Here is a simple way to correct this malpractice. In order to get this practice at the optimal at the risk of sounding simplistic, you will have to monitor and perform soil moisture tests but this should help you drastically improve your lawns appearance.
Mow your lawn at the highest setting.
Mow it once a week in the summer.
In the winter assuming you live in South Florida and you have no snow you will find yourself mowing it every two weeks not once a month, a healthy lawn grows all year-long. When I used to operate a landscape company my customers were shocked that their grass grew in the winter, I have to be completely honest a quarterly fertilizing and pest control program goes a long way to achieve this too.
Make sure your blade is sharp if you tear the leaf blade apart when you cut it you will be contributing to the stress and invite pest and diseases to your lawn.
Set your sprinklers to twice a week, not every day not and every other day.
Twice a week to 15 minutes per zone from the end of the rainy season till March or until the temperatures start to climb and evaporation escalates.

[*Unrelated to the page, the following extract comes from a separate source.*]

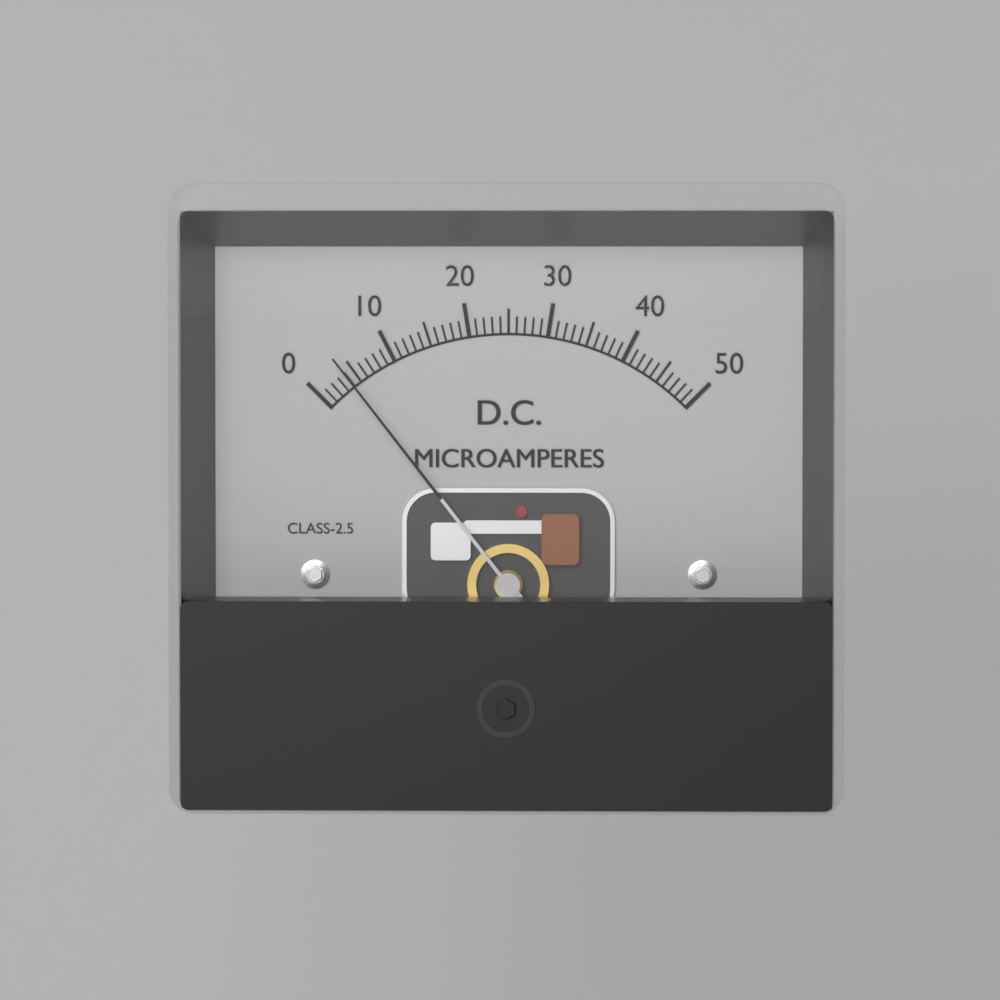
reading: 4 µA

From March to June usually are known as the drought month not because it doesn’t rain it didn’t rain all winter, the lawns start to look dry because of rapid evaporation of water due to the rise in temperature, 10 degrees will make a noticeable difference.
In these hot and dry months don’t add more times per week, keep it at 2 times per week but add another pin to about 30 minutes per zone. You should have a rain sensor installed at the roof line to shut off the irrigation system in case it rains. A rain sensor next to the timer is useless. Not all timers are the same some pins are 12 minutes that’s ok it’s close enough.
In the rainy season do not turn your sprinklers off this is another misconception you simply dial it down to the 15 minutes twice a week program and let your rain sensor do its job.
Best time to Irrigate
Never at night, you don’t want your lawn having that water on its leaves all night this is the surest way to get fungus. And never in the middle of the day, it’s to hot and evaporation is the highest. The best time is sometime between 4 am and 6 am then when the sun comes up it will burn off the water on the leaf blades and most of the water is at the roots by this time.
This is how I have 99% of the gardens I manage and nothing has ever died. Yours is no exception. As an expert, I tweak and fuss but for the most part, this is how I do it.
The combination of the right cut and watering will do two things, it will increase the root depth allowing them to find water and not have shallow roots that require constant watering the deeper and stronger your roots the healthier the lawn.
Your lawns roots will be as deep as your cut this is because of a process is known photosynthesis, this is process on how a plant makes its own food mainly sugar to feed itself, the more leaf blade it has the more food it can produce to feed its roots and produce more leaf blades. Too much height on the leaf blade and no light can get below because it blocked off causing rotting problems.
If you’re looking for excellent results and you are tired of the status quo then try it you’ll like it.